As we walk, I learn that my mother had nothing to worry about with Bill. He’s madly in love with a woman in Seattle named Sara, and they plan to get married. Not that anything could distract me from Mike.
My mother always says, “Eighty percent of what you worry about never happens anyway.” She worried about Bill; I fretted about the “girls.” But it turns out neither of us had anything to be concerned about. So much of life is a farce, in both meanings of the word. Much of our life is made up of situations one might find in a traditional comedy—misunderstandings, wrong expectations, and odd situations that, in retrospect, seem quite amusing. How much of what happens is just stuff?
Of course, there is always that other 20 percent.
 

Poulet Cordon Bleu
CHICKEN CORDON BLEU
 

Serves four
 

Let’s set the record straight: The Paris-based cooking school has nothing to do with this dish. The specific origins remain a bit of a mystery, but the original (with veal) is likely a cousin in Germany’s schnitzel family and may have originated in Austria. Taste the ham and cheese before you start; overly salty or smoky versions of either can overwhelm this dish. Secure the chicken parcels by threading a trussing needle with string and sewing up the sides, or wrap them in caul fat; in a pinch, toothpicks work. My sister adds shredded cheese to her sauce as it finishes. Serve with a crisp white, such as a Sauvignon Blanc or Fumé Blanc.
 

4 chicken breasts, about 6 ounces (170 g) each
Coarse salt, ground black pepper
4 teaspoons Dijon mustard
4 slices (2-3 ounces) Swiss cheese, preferably Gruyère
4 slices (about 2 ounces) very thinly sliced prosciutto or ham
1 cup (about 100 g) flour
2 eggs, beaten slightly
1 cup (about 100 g) seasoned bread crumbs
 

½ cup (125 ml) dry white wine
1 cup (250 ml) chicken stock
1 tablespoon butter
1 tablespoon flour
1 cup (250 ml) cold milk or cream
Salt, pepper to taste
1 tablespoon grated Gruyère cheese (optional)
 

Preheat oven to 350°F/175°C. Butterfly each chicken breast, using a sharp knife to carefully cut into one side until it opens like a book. Season the interior with salt and pepper and coat with 1 teaspoon mustard. Top with a slice of cheese, then a slice of prosciutto or ham.
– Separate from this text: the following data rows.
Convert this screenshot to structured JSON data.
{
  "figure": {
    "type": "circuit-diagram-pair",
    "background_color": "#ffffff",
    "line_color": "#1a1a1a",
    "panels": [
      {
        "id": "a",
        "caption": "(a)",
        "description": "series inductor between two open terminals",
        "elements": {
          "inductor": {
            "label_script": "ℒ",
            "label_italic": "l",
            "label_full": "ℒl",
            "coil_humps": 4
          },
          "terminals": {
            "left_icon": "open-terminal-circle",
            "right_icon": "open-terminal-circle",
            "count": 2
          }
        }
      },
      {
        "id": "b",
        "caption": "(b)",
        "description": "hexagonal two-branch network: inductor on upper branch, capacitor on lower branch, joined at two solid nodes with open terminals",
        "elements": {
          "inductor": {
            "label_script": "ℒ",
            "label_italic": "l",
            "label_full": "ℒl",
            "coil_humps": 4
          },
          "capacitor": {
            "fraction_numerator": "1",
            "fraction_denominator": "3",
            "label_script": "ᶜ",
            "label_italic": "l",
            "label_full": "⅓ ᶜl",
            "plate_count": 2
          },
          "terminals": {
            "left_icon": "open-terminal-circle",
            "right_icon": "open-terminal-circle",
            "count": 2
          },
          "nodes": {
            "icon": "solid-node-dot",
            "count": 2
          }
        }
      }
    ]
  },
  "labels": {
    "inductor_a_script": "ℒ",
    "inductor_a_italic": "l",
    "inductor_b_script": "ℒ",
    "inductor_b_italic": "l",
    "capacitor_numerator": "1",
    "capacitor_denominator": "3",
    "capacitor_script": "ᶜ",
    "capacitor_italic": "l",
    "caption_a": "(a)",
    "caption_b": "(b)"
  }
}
Close and secure with string or toothpicks, or wrap them in caul fat. Dredge this chicken preparation in flour, then dip it in the beaten egg, and then roll it in bread crumbs. Repeat for the other breasts. Bake in a dish lined with parchment paper or foil for thirty-five to forty-five minutes, or until the parcels are firm to the touch and juices running from the chicken are clear and no longer pink, and a meat thermometer reaches 180°F/80°C.
 

Heat the wine in a saucepan over high heat and reduce by half. Add the stock, bring to a boil, and reduce to a simmer. Keep warm until ready to add to the sauce below. (Don’t skip this step; your sauce will break.)
 

In another saucepan, make a roux by melting the butter over medium heat until bubbly. Whisk in the flour and continue to whisk for eight to ten minutes, until it smells like popcorn. Add the cold milk and whisk in completely. Whisk in the wine-stock mixture, and season with salt and pepper. Adjust consistency by adding more stock if sauce is too thick. If desired, add in the grated cheese. Remove the string from the chicken. Top with the sauce.